One drawback is that deletions spanning some genomic regions are not well tolerated in mice. For example, hemizygosity for a large deletion in a gene-rich segment may even result in lethality. In these instances it may be possible to use a smaller, viable deletion that still removes a number of genes that serve as a valued set of targets. Alternatively, regional screens can be conducted using chromosomal inversions (Rinchik, 2000). Although inversions do not create hemizygosity to trap recessive mutations in a region of the genome, they are used towards the same end by virtue of the fact that they suppress local recombination and, when an appropriate genetic marker is used, they allow for a mating strategy that will readily identify ‘test-class’ mice, i.e. those that are recessive for induced mutations. As with deletions, this marked class can be used to reveal lethality as a missing class or define the mutation carrying mice for high-investment phenotyping protocols. A recessive screen using a chromosomal inversion typically involves three generations. However, mice heterozygous for large chromosomal inversions typically do not present haploinsufficiency-related phenotypes. Thus, mice carrying chromosomal inversions can be constructed for all regions of the genome.

With recently developed ES cell-based methods for introducing large-scale genomic alterations, it is possible to generate chromosomal aberration resources at any location in the mouse genome. Homologous recombination-based chromosome engineering permits the construction of Mb-scale marked inversions or deletions (Zheng et al. 1999; Mills & Bradley, 2001). An alternative strategy uses radiation mutagenesis to induce deletion complexes surrounding an integrated drug selection cassette (You et al. 1997; Thomas et al. 1998). Furthermore, the K-14-agouti transgene or enhanced green fluorescent protein (EGFP) based transgenic strategies can serve as visible markers to couple with the chromosomal aberration resources (Zheng et al. 1999; Frank et al. 2003). Thus, marked, regionally directed mutagenesis screens – once restricted to deletion complexes surrounding classic coat colour and dysmorphology loci – can now be applied across the genome. Regional genomic screens are valuable for the functional characterization of a defined chromosomal interval and traditionally have been viewed as a practical, reagent-driven approach. However, genome-wide transcription maps are beginning to suggest a clustered organization for coordinately expressed genes (Caron et al. 2001; Ramalho-Santos et al. 2002). In addition, quantitative trait loci (QTL) mapping studies are identifying regions exhibiting a complex association with a phenotypic trait, whether by evolutionary design or chance, reflecting a multigenic basis or clusters of genes that underlie single QTL (Legare et al. 2000; de Haan et al. 2002). For these reasons, the regional mutagenesis screen may offer an essential approach to further dissect the functional content of a defined interval and to explore possible relationships between biological processes and genome organization.

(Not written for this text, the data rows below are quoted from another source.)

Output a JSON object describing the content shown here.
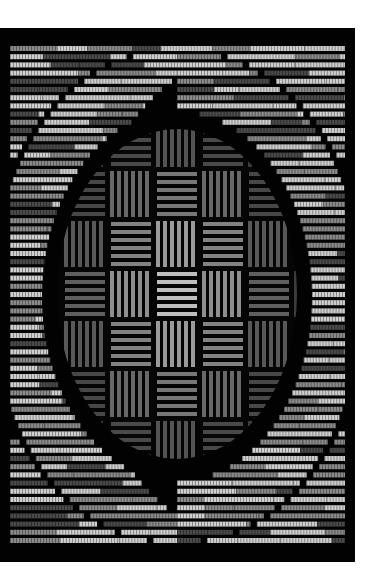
{
  "image": {
    "subject": "Woven textile with concentric oval op-art pattern",
    "description": "Black woven panel with light-grey horizontal weft bands forming concentric oval rings; central area shows alternating horizontal and vertical basket-weave blocks."
  },
  "layout": {
    "background": "#ffffff",
    "panel": {
      "x": 0,
      "y": 28,
      "width": 355,
      "height": 534,
      "color": "#020202"
    }
  },
  "pattern": {
    "center": {
      "x": 177,
      "y": 266
    },
    "outer_ring_radii": {
      "rx": 178,
      "ry": 245
    },
    "inner_oval_radii": {
      "rx": 135,
      "ry": 185
    },
    "weave_oval_radii": {
      "rx": 120,
      "ry": 165
    },
    "row_pitch": 8.2,
    "band_height": 5,
    "colors": {
      "bright": "#cfcfcf",
      "mid": "#8a8a8a",
      "dim": "#4a4a4a",
      "weave_bright": "#b8b8b8",
      "weave_dim": "#3c3c3c"
    },
    "block_size": {
      "w": 46,
      "h": 50
    }
  },
  "caption": "Woven op-art textile"
}
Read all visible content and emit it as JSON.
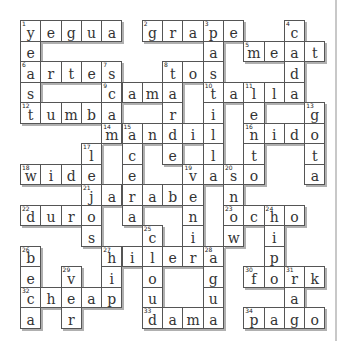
{
  "puzzle": {
    "type": "crossword",
    "cols": 15,
    "rows": 15,
    "colors": {
      "border": "#555555",
      "shadow": "#b0b0b0",
      "text": "#333333",
      "page_border": "#c8c8c8"
    },
    "cells": [
      {
        "r": 0,
        "c": 0,
        "l": "y",
        "n": "1"
      },
      {
        "r": 0,
        "c": 1,
        "l": "e"
      },
      {
        "r": 0,
        "c": 2,
        "l": "g"
      },
      {
        "r": 0,
        "c": 3,
        "l": "u"
      },
      {
        "r": 0,
        "c": 4,
        "l": "a"
      },
      {
        "r": 0,
        "c": 6,
        "l": "g",
        "n": "2"
      },
      {
        "r": 0,
        "c": 7,
        "l": "r"
      },
      {
        "r": 0,
        "c": 8,
        "l": "a"
      },
      {
        "r": 0,
        "c": 9,
        "l": "p",
        "n": "3"
      },
      {
        "r": 0,
        "c": 10,
        "l": "e"
      },
      {
        "r": 0,
        "c": 13,
        "l": "c",
        "n": "4"
      },
      {
        "r": 1,
        "c": 0,
        "l": "e"
      },
      {
        "r": 1,
        "c": 9,
        "l": "a"
      },
      {
        "r": 1,
        "c": 11,
        "l": "m",
        "n": "5"
      },
      {
        "r": 1,
        "c": 12,
        "l": "e"
      },
      {
        "r": 1,
        "c": 13,
        "l": "a"
      },
      {
        "r": 1,
        "c": 14,
        "l": "t"
      },
      {
        "r": 2,
        "c": 0,
        "l": "a",
        "n": "6"
      },
      {
        "r": 2,
        "c": 1,
        "l": "r"
      },
      {
        "r": 2,
        "c": 2,
        "l": "t"
      },
      {
        "r": 2,
        "c": 3,
        "l": "e"
      },
      {
        "r": 2,
        "c": 4,
        "l": "s",
        "n": "7"
      },
      {
        "r": 2,
        "c": 7,
        "l": "t",
        "n": "8"
      },
      {
        "r": 2,
        "c": 8,
        "l": "o"
      },
      {
        "r": 2,
        "c": 9,
        "l": "s"
      },
      {
        "r": 2,
        "c": 13,
        "l": "d"
      },
      {
        "r": 3,
        "c": 0,
        "l": "s"
      },
      {
        "r": 3,
        "c": 4,
        "l": "c",
        "n": "9"
      },
      {
        "r": 3,
        "c": 5,
        "l": "a"
      },
      {
        "r": 3,
        "c": 6,
        "l": "m"
      },
      {
        "r": 3,
        "c": 7,
        "l": "a"
      },
      {
        "r": 3,
        "c": 9,
        "l": "t",
        "n": "10"
      },
      {
        "r": 3,
        "c": 10,
        "l": "a"
      },
      {
        "r": 3,
        "c": 11,
        "l": "l",
        "n": "11"
      },
      {
        "r": 3,
        "c": 12,
        "l": "l"
      },
      {
        "r": 3,
        "c": 13,
        "l": "a"
      },
      {
        "r": 4,
        "c": 0,
        "l": "t",
        "n": "12"
      },
      {
        "r": 4,
        "c": 1,
        "l": "u"
      },
      {
        "r": 4,
        "c": 2,
        "l": "m"
      },
      {
        "r": 4,
        "c": 3,
        "l": "b"
      },
      {
        "r": 4,
        "c": 4,
        "l": "a"
      },
      {
        "r": 4,
        "c": 7,
        "l": "r"
      },
      {
        "r": 4,
        "c": 9,
        "l": "i"
      },
      {
        "r": 4,
        "c": 11,
        "l": "e"
      },
      {
        "r": 4,
        "c": 14,
        "l": "g",
        "n": "13"
      },
      {
        "r": 5,
        "c": 4,
        "l": "m",
        "n": "14"
      },
      {
        "r": 5,
        "c": 5,
        "l": "a",
        "n": "15"
      },
      {
        "r": 5,
        "c": 6,
        "l": "n"
      },
      {
        "r": 5,
        "c": 7,
        "l": "d"
      },
      {
        "r": 5,
        "c": 8,
        "l": "i"
      },
      {
        "r": 5,
        "c": 9,
        "l": "l"
      },
      {
        "r": 5,
        "c": 11,
        "l": "n",
        "n": "16"
      },
      {
        "r": 5,
        "c": 12,
        "l": "i"
      },
      {
        "r": 5,
        "c": 13,
        "l": "d"
      },
      {
        "r": 5,
        "c": 14,
        "l": "o"
      },
      {
        "r": 6,
        "c": 3,
        "l": "l",
        "n": "17"
      },
      {
        "r": 6,
        "c": 5,
        "l": "c"
      },
      {
        "r": 6,
        "c": 7,
        "l": "e"
      },
      {
        "r": 6,
        "c": 9,
        "l": "l"
      },
      {
        "r": 6,
        "c": 11,
        "l": "t"
      },
      {
        "r": 6,
        "c": 14,
        "l": "t"
      },
      {
        "r": 7,
        "c": 0,
        "l": "w",
        "n": "18"
      },
      {
        "r": 7,
        "c": 1,
        "l": "i"
      },
      {
        "r": 7,
        "c": 2,
        "l": "d"
      },
      {
        "r": 7,
        "c": 3,
        "l": "e"
      },
      {
        "r": 7,
        "c": 5,
        "l": "e"
      },
      {
        "r": 7,
        "c": 8,
        "l": "v",
        "n": "19"
      },
      {
        "r": 7,
        "c": 9,
        "l": "a"
      },
      {
        "r": 7,
        "c": 10,
        "l": "s",
        "n": "20"
      },
      {
        "r": 7,
        "c": 11,
        "l": "o"
      },
      {
        "r": 7,
        "c": 14,
        "l": "a"
      },
      {
        "r": 8,
        "c": 3,
        "l": "j",
        "n": "21"
      },
      {
        "r": 8,
        "c": 4,
        "l": "a"
      },
      {
        "r": 8,
        "c": 5,
        "l": "r"
      },
      {
        "r": 8,
        "c": 6,
        "l": "a"
      },
      {
        "r": 8,
        "c": 7,
        "l": "b"
      },
      {
        "r": 8,
        "c": 8,
        "l": "e"
      },
      {
        "r": 8,
        "c": 10,
        "l": "n"
      },
      {
        "r": 9,
        "c": 0,
        "l": "d",
        "n": "22"
      },
      {
        "r": 9,
        "c": 1,
        "l": "u"
      },
      {
        "r": 9,
        "c": 2,
        "l": "r"
      },
      {
        "r": 9,
        "c": 3,
        "l": "o"
      },
      {
        "r": 9,
        "c": 5,
        "l": "a"
      },
      {
        "r": 9,
        "c": 8,
        "l": "n"
      },
      {
        "r": 9,
        "c": 10,
        "l": "o",
        "n": "23"
      },
      {
        "r": 9,
        "c": 11,
        "l": "c"
      },
      {
        "r": 9,
        "c": 12,
        "l": "h",
        "n": "24"
      },
      {
        "r": 9,
        "c": 13,
        "l": "o"
      },
      {
        "r": 10,
        "c": 3,
        "l": "s"
      },
      {
        "r": 10,
        "c": 6,
        "l": "c",
        "n": "25"
      },
      {
        "r": 10,
        "c": 8,
        "l": "i"
      },
      {
        "r": 10,
        "c": 10,
        "l": "w"
      },
      {
        "r": 10,
        "c": 12,
        "l": "i"
      },
      {
        "r": 11,
        "c": 0,
        "l": "b",
        "n": "26"
      },
      {
        "r": 11,
        "c": 4,
        "l": "h",
        "n": "27"
      },
      {
        "r": 11,
        "c": 5,
        "l": "i"
      },
      {
        "r": 11,
        "c": 6,
        "l": "l"
      },
      {
        "r": 11,
        "c": 7,
        "l": "e"
      },
      {
        "r": 11,
        "c": 8,
        "l": "r"
      },
      {
        "r": 11,
        "c": 9,
        "l": "a",
        "n": "28"
      },
      {
        "r": 11,
        "c": 12,
        "l": "p"
      },
      {
        "r": 12,
        "c": 0,
        "l": "e"
      },
      {
        "r": 12,
        "c": 2,
        "l": "v",
        "n": "29"
      },
      {
        "r": 12,
        "c": 4,
        "l": "i"
      },
      {
        "r": 12,
        "c": 6,
        "l": "o"
      },
      {
        "r": 12,
        "c": 9,
        "l": "g"
      },
      {
        "r": 12,
        "c": 11,
        "l": "f",
        "n": "30"
      },
      {
        "r": 12,
        "c": 12,
        "l": "o"
      },
      {
        "r": 12,
        "c": 13,
        "l": "r",
        "n": "31"
      },
      {
        "r": 12,
        "c": 14,
        "l": "k"
      },
      {
        "r": 13,
        "c": 0,
        "l": "c",
        "n": "32"
      },
      {
        "r": 13,
        "c": 1,
        "l": "h"
      },
      {
        "r": 13,
        "c": 2,
        "l": "e"
      },
      {
        "r": 13,
        "c": 3,
        "l": "a"
      },
      {
        "r": 13,
        "c": 4,
        "l": "p"
      },
      {
        "r": 13,
        "c": 6,
        "l": "u"
      },
      {
        "r": 13,
        "c": 9,
        "l": "u"
      },
      {
        "r": 13,
        "c": 13,
        "l": "a"
      },
      {
        "r": 14,
        "c": 0,
        "l": "a"
      },
      {
        "r": 14,
        "c": 2,
        "l": "r"
      },
      {
        "r": 14,
        "c": 6,
        "l": "d",
        "n": "33"
      },
      {
        "r": 14,
        "c": 7,
        "l": "a"
      },
      {
        "r": 14,
        "c": 8,
        "l": "m"
      },
      {
        "r": 14,
        "c": 9,
        "l": "a"
      },
      {
        "r": 14,
        "c": 11,
        "l": "p",
        "n": "34"
      },
      {
        "r": 14,
        "c": 12,
        "l": "a"
      },
      {
        "r": 14,
        "c": 13,
        "l": "g"
      },
      {
        "r": 14,
        "c": 14,
        "l": "o"
      }
    ],
    "across": [
      "1 yegua",
      "2 grape",
      "5 meat",
      "6 artes",
      "8 tos",
      "9 cama",
      "10 talla",
      "12 tumba",
      "14 mandil",
      "16 nido",
      "18 wide",
      "19 vaso",
      "21 jarabe",
      "22 duro",
      "23 ocho",
      "27 hilera",
      "30 fork",
      "32 cheap",
      "33 dama",
      "34 pago"
    ],
    "down": [
      "1 yeas",
      "3 pastilla",
      "4 cadena",
      "7 scar",
      "8 tarde",
      "11 lento",
      "13 gota",
      "15 acera",
      "17 lejos",
      "19 venir",
      "20 snow",
      "24 hipo",
      "25 cloud",
      "26 beca",
      "27 hip",
      "28 agua",
      "29 ver",
      "31 rag"
    ]
  }
}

Extending mutagenesis in the mouse, from genome-wide to large-scale screens

A shortcoming of a regional screen is that it only surveys a limited portion of the genome. In genome-wide screens dominant mutations are recovered in a single generation permitting a high-throughput approach. A now classical example of its power is in the screens used to isolate multiple ENU-induced mutations causing eye disorders (Favour & Neuhauser-Klaus, 2000). However, dominant mutations are uncovered less frequently than recessive mutations. The price of a genome-wide recessive screen is that it involves three generations of breeding and typically 10–20 third-generation mice all need to be tested to have a chance to detect the recessive phenotype. Despite this hurdle, genome-wide recessive screens have been applied successfully in the mouse. For example, in screens designed to identify genes essential for development focusing on dysmorphology at midgestation, investigators uncovered a mutation in ∼1 out of every 20 genomes surveyed (Kasarskis et al. 1998), while focusing on defects at birth yielded a mutation in ∼1 out of every 4 genomes screened (Herron et al. 2002). Although development offers readily detectable phenotypes in a broad biological domain, these projects demonstrated that a genome-wide recessive approach can offer worthwhile returns for the investment.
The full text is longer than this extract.